Comment Re:If something is good... (Score 4, Interesting) 45
Additionally even the build-up costs to ISPs to get to these residences is per-capita small, because multitenant housing means that even if only a minority of units subscribe to the service, the costs to reach the premises is still spread out among multiple customers.
Granted, most of the carrier-integration I worked with was either metro optical ethernet or much older frame-relay connecting to points-of-presence where OC3s interconnected those points-of-presence, but in either case it was set up where the service provider came into a service-entrance room, and cabling left the service provider's equipment for some kind of physical demarcation point that acted as the official split between the service provider's responsibility and the on-premises tenant or property owner's responsibility. In our few multitenant buildings the service provider would do some on-premises work and actually place that demarc in the customer's own suite. This was not generally seen as being all that big a deal to do.

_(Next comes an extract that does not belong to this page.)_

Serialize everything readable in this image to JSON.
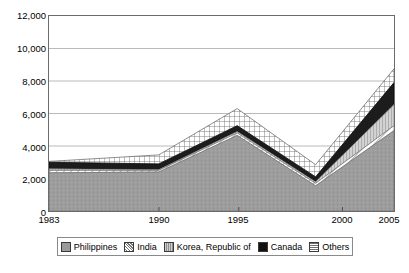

I would expect that large apartment complexes would already have a dedicated room for headend equipment, and that the service provider would use some other medium besides coaxial cable to get from that headend back to the central office, and between that headend equipment and the customer cablemodem would be normal coaxial cable run within the complex. Absolutely it is not a sure-thing that there would be sufficient customers to make this profitable, but that's a business risk that the provider should accept on getting into this line of business. We're not obligated to make their business model work for them, that's their responsibility to figure out.